Bullet Train

Bullet Train ★★★½

Buoyed by a snarky screenplay, a slew of surprising celebrity cameos and most crucially, Brad Pitt's sheer charisma, Bullet Train is a fun romp that moves quickly enough for you to overlook some spotty accent work, convoluted plot points and a sensory overload neon visual aesthetic that feels vaguely Orientalist.

One might assume Zak Olkewicz's script is too quippy to spend any screentime fleshing out themes, yet he manages to squeeze in some ideas about fate and coincidence that fit perfectly with this delirious comedy of errors.

It might have come off a little too serious if it weren't coming out of Pitt's mouth, playing an earnestly beleaguered hitman who's gone to therapy and now peppers every conversation with vague platitudes about self-improvement.

Bryan Tyree Henry similarly is an assassin with grand if not half-baked theories about life: he compares everyone he meets to a Thomas the Tank Engine character. However, it's Joey King who feels like the breakout star here; she has finally broken out of the Netflix teen romcom silo into a meatier role as arguably the biggest threat on the train, hiding in plain sight.

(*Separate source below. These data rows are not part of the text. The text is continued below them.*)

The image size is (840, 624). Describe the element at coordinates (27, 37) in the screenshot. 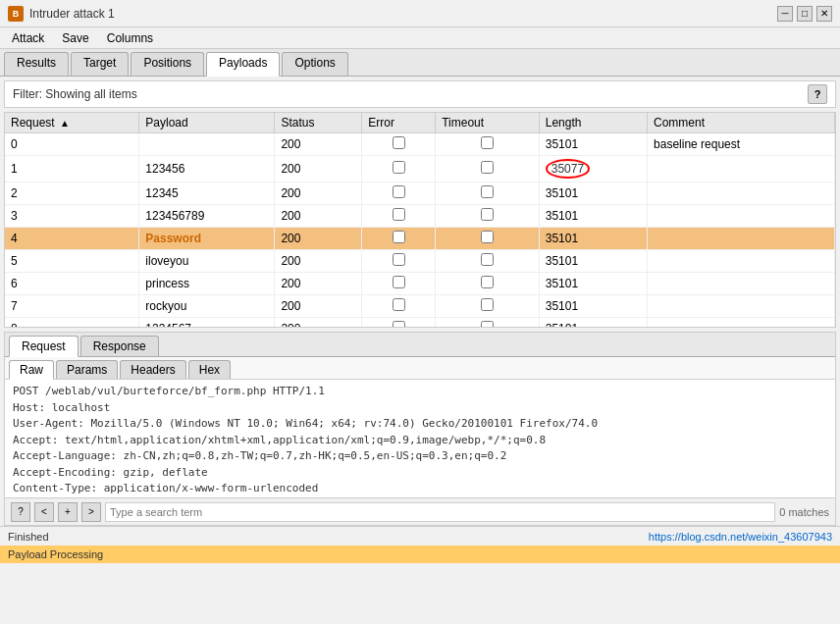

I see `menu-attack: Attack` at that location.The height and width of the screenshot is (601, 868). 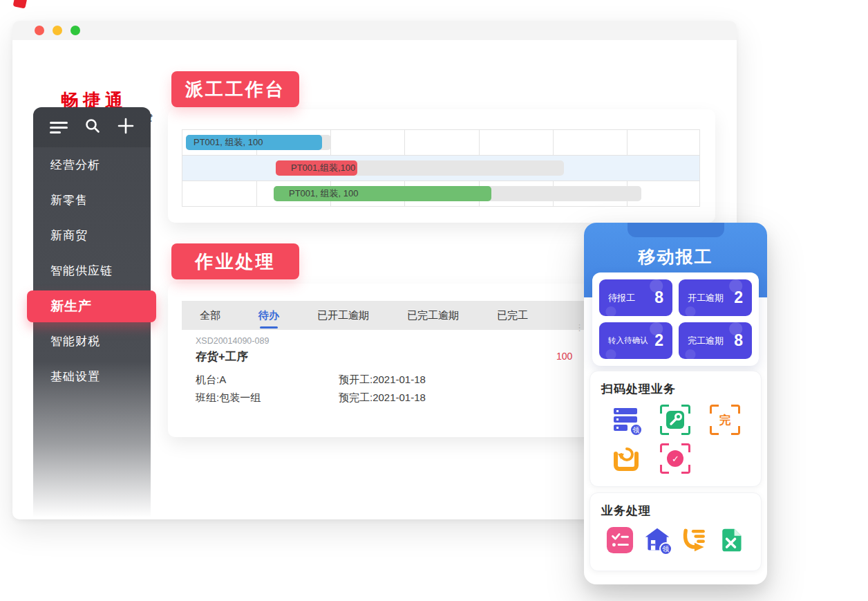 What do you see at coordinates (92, 342) in the screenshot?
I see `sidebar-item-smart-finance-tax: 智能财税` at bounding box center [92, 342].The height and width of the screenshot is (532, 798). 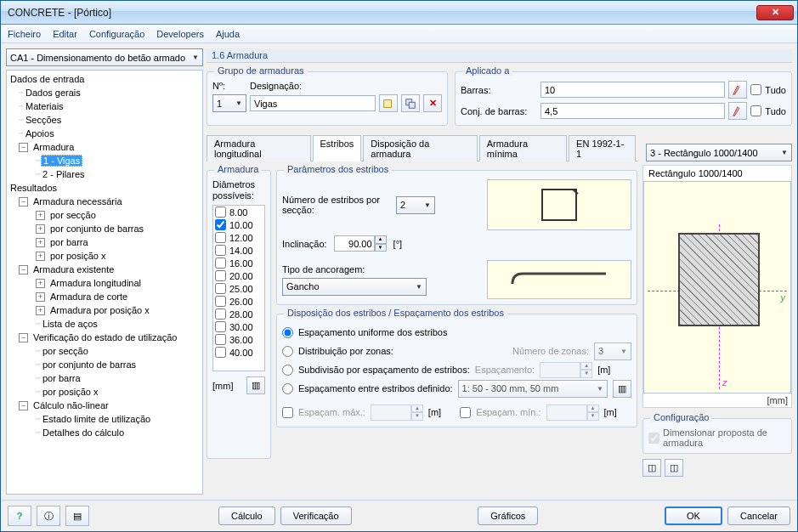 I want to click on diameter-row: 26.00, so click(x=239, y=301).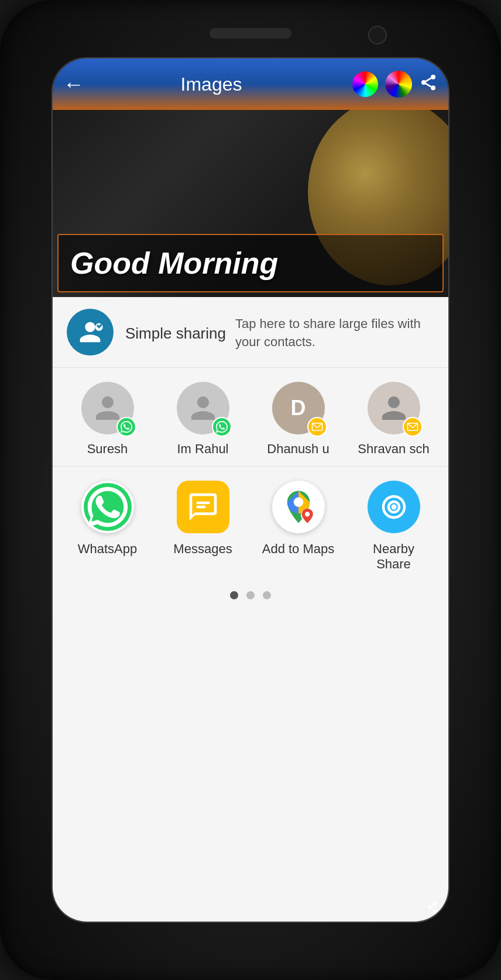 This screenshot has width=501, height=980. I want to click on contact-item-suresh: Suresh, so click(108, 419).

I love one-location films, especially train films, because restriction is the mother of invention. David Leitch has a cheeky, kinetic style that you especially see in his fight sequences, but also in stylistic detours like a recap of the movie entirely seen from the point of view of a Fiji water bottle. I won't pretend like this is a particularly deep film, but it is a fun romp that proves, if purely by the power of its cameos alone, that movie stars and (semi)original stories still matter.